‘They have gone already, mamma. They said they would not wait for me. They said I was always so long of getting my things on.’

‘But why are you so long of getting your things on? Run away and see what nurse is about; or if Fräulein Stimme would like——’

‘Fräulein isn’t here to-day. How funny you are, mamma, not to remember that it’s Saturday.’

‘Go this moment!’ I cried wildly, ‘and tell nurse that you must go out for a walk. Do you think I will permit you to lose your walk, because the others think you are long of putting your things on? Nothing of the sort. Go at once, Chatty,’ I cried, clapping my hands, as I have a way of doing, to rouse them when they are not paying attention, ‘without a word!’

To see the child’s astonished face! She seemed to stumble over herself in her haste to get out of the room. After the unusual force of this adjuration I had myself become quite excited. I waved my hand to Ellen, who had stood by listening, half frightened by my vehemence, pointing her to a chair close to me. ‘Now, tell me all about it,’ I said.

‘Is it really for me that you have sent Chatty away in such a hurry? How good of you!’ said Ellen. And then she made a pause, as if to bring herself into an appropriate frame of mind before making her announcement. ‘I could not rest till I had told you. You have always taken such an interest. John has got a rise of fifty pounds a year.’

‘I am very glad, very glad, Ellen.’

‘I knew you would be pleased. He has been expecting it for some time back; but he would not say anything to me, in case I should be disappointed if it did not come. So I should, most likely, for I think he deserves a great deal more than that. But the best people never get so much as they deserve. Fifty pounds a year is a great rise all at once, don’t you think? and he got a hint that perhaps about Midsummer there might be a better post offered to him. Isn’t it flattering? Of course I know he deserves it; but sometimes those who deserve the most don’t get what they ought. That makes two hundred and twenty; an excellent income, don’t you think? He will have to pay income-tax,’ Ellen said, with a flush of mingled pride and gratification and grievance which it was amusing to see.

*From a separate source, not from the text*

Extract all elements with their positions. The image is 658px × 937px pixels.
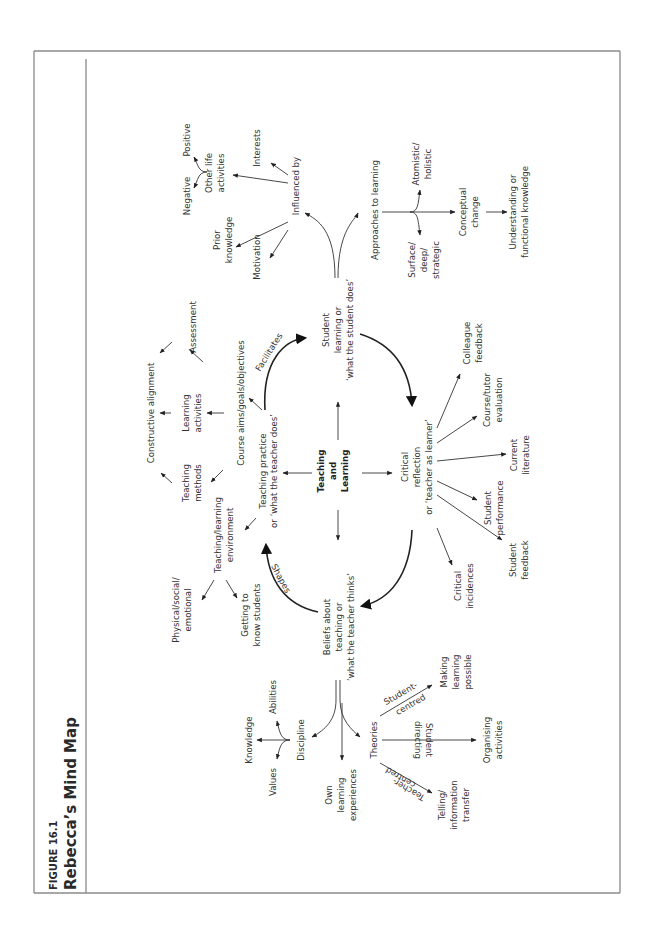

‘I don’t know that I think much of the income-tax; but it is very pleasant that he is so well thought of,’ I said.

‘And another rise at Midsummer! It seems more than one had any right to expect,’ said Ellen. Her hands were clasped in her lap, her fingers twisting and untwisting unconsciously, her head raised, and her eyes fixed, without seeing anything, upon the blue sky outside. She was rapt in a pleasant dream of virtue rewarded and goodness triumphant. A smile went and came upon her face like sunshine. ‘And yet,’ she cried, ‘to hear people speak, you would think that it was never the right men that got on. Even in sermons in church you always hear that it is rather a disadvantage to you if you are nice and good. I wonder how people can talk such nonsense; why, look at John!’